Even so, the primary building blocks for this bridge come from James’s introduction of Elijah as “a person just like us.” Clearly, effectual prayer is not dependent on the prodigious nature of the one doing the praying. Concerns with human status are irrelevant. If Elijah can pray earnestly, so can everyone else. God is not moved by games of favoritism. Indeed, our author bypasses those stories and traditions that depict Elijah’s extraordinary deeds, drawing attention instead to the Elijah possessed of life-struggles common to all human beings: “subject to suffering as we are because of the frailty of both mind and body,” Bede observes. “For he showed that he was frail in body by asking for food from the widow of Zarapheth; he made it clear that he was also subject to suffering in mind when, after he had restored water to the earth and killed the prophets and priests of idols, he fled to the desert.” 18 He is a mere mortal, “just like us.”

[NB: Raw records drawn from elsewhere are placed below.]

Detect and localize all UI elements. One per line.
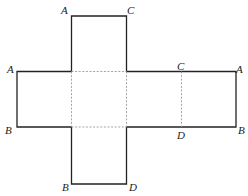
label-right-top: A <box>235 63 243 75</box>
net-outline <box>17 16 236 184</box>
label-bottom-left: B <box>62 181 69 193</box>
label-top-right: C <box>127 4 135 16</box>
label-top-left: A <box>60 4 68 16</box>
label-right-fold-bottom: D <box>176 129 185 141</box>
label-bottom-right: D <box>128 181 137 193</box>
label-right-bottom: B <box>238 124 245 136</box>
label-right-fold-top: C <box>177 60 185 72</box>
cube-net-diagram: A C A B C A D B B D <box>0 0 248 196</box>
label-left-top: A <box>6 63 14 75</box>
label-left-bottom: B <box>5 124 12 136</box>
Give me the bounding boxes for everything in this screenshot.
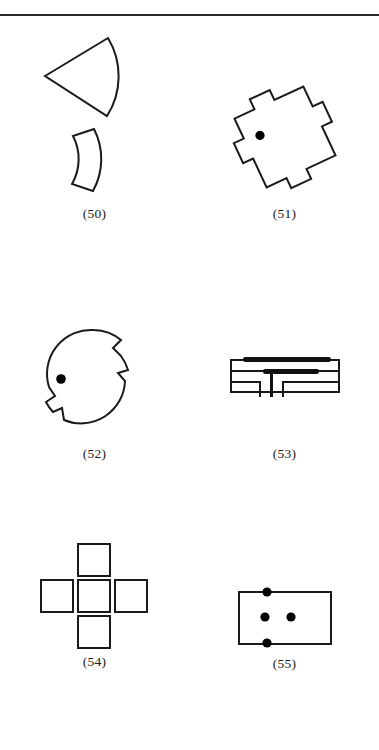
figure-52: (52) (0, 322, 189, 462)
figure-52-caption: (52) (0, 446, 189, 462)
figure-53-art (190, 322, 379, 442)
figure-55: (55) (190, 582, 379, 672)
outer-rectangle (231, 360, 339, 392)
figure-52-drawing (35, 322, 155, 442)
figure-55-caption: (55) (190, 656, 379, 672)
figure-54-caption: (54) (0, 654, 189, 670)
lower-arm-right (283, 382, 339, 397)
figure-54-art (0, 540, 189, 650)
dot-interior-right (286, 612, 295, 621)
figure-54: (54) (0, 540, 189, 670)
figure-50-svg (35, 32, 155, 202)
lower-arm-left (231, 382, 260, 397)
square-right (115, 580, 147, 612)
notched-square (219, 72, 349, 202)
figure-53-drawing (225, 322, 345, 442)
figure-51-svg (225, 32, 345, 202)
figure-54-svg (35, 540, 155, 650)
square-left (41, 580, 73, 612)
figure-55-svg (225, 582, 345, 652)
figure-50: (50) (0, 32, 189, 222)
figure-51-drawing (225, 32, 345, 202)
figure-51-caption: (51) (190, 206, 379, 222)
figure-53: (53) (190, 322, 379, 462)
dot-top-edge (262, 587, 271, 596)
sector-wedge (45, 38, 119, 116)
rectangle (239, 592, 331, 644)
figure-page: (50) (51) (0, 0, 379, 750)
figure-54-drawing (35, 540, 155, 650)
figure-grid: (50) (51) (0, 22, 379, 750)
figure-53-caption: (53) (190, 446, 379, 462)
figure-50-art (0, 32, 189, 202)
square-bottom (78, 616, 110, 648)
upper-thick-bar (243, 357, 331, 362)
dot-interior-left (260, 612, 269, 621)
center-dot (56, 374, 66, 384)
figure-50-drawing (35, 32, 155, 202)
figure-52-svg (35, 322, 155, 442)
square-top (78, 544, 110, 576)
page-top-rule (0, 14, 379, 16)
figure-51-art (190, 32, 379, 202)
square-center (78, 580, 110, 612)
figure-50-caption: (50) (0, 206, 189, 222)
center-dot (253, 129, 265, 141)
figure-55-drawing (225, 582, 345, 652)
arc-band (72, 129, 101, 191)
figure-55-art (190, 582, 379, 652)
figure-53-svg (225, 322, 345, 442)
figure-52-art (0, 322, 189, 442)
feed-stub (270, 371, 273, 397)
dot-bottom-edge (262, 638, 271, 647)
figure-51: (51) (190, 32, 379, 222)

Of course, the opposite case could be made, too. If Elijah is “just like us,” then it follows that we are like him. From this vantage point, emphasis might fall less on Elijah’s frailties and more on his capacities as God’s servant—and, therefore, on the capacities we share with him. Either way, though, the emphasis falls on God’s (not human) performance, and concerns with status and belonging (up, down, in, out) are rendered immaterial. Recalling the creation story, the human family is privileged as bearers of God’s image, with no one more privileged than the next.

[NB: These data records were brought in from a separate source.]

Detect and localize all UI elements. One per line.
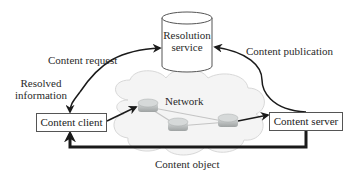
cloud-icon [114, 69, 264, 155]
network-label: Network [165, 95, 204, 107]
content-network-diagram: Resolution service Content request Resol… [0, 0, 362, 179]
resolved-information-line1: Resolved [12, 77, 70, 89]
resolution-service-label: Resolution service [162, 29, 212, 53]
resolved-information-label: Resolved information [12, 77, 70, 101]
resolution-service-line1: Resolution [162, 29, 212, 41]
content-server-node: Content server [269, 112, 343, 131]
router-icon [138, 99, 158, 112]
content-publication-label: Content publication [246, 45, 333, 57]
resolved-information-line2: information [12, 89, 70, 101]
content-object-label: Content object [155, 158, 219, 170]
resolution-service-line2: service [162, 41, 212, 53]
router-icon [168, 118, 188, 131]
content-client-node: Content client [36, 113, 107, 132]
resolved-information-arrow [70, 92, 80, 112]
content-request-label: Content request [48, 54, 117, 66]
router-icon [218, 114, 238, 127]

James deploys Elijah as a means of encouragement to his audience, to be sure, but also encourages imitation of Elijah. This is not easy, given the biblical traditions of Elijah’s exploits and his elevated status. Empathy, attraction, and identification in this case must be manufactured, and this is exactly what James accomplishes in his introductory character reference: “Elijah was a person just like us.”
Conclusion
James’s letter imagines an audience scattered among the nations. They live in a time of exile, and this is the setting within which they must carve out faithful patterns of faith and practice. Joining them in James’s mural of God and God’s people are Abraham, Rahab, Job, and Ezekiel. They appear as heroes of faithfulness, to be sure, but James goes to great length to mollify their hero status by writing them into the lives of his readers and auditors. This is because James wants to present these four figures as people with whom his audience might identify, whom they might regard with empathy. These four people exemplify hospitality, earnest prayer, and faith in the midst of trial. Male and female, rich and poor, they are bound together by a common humanity that draws its inspiration from a portrait of the beneficent God who sets things right.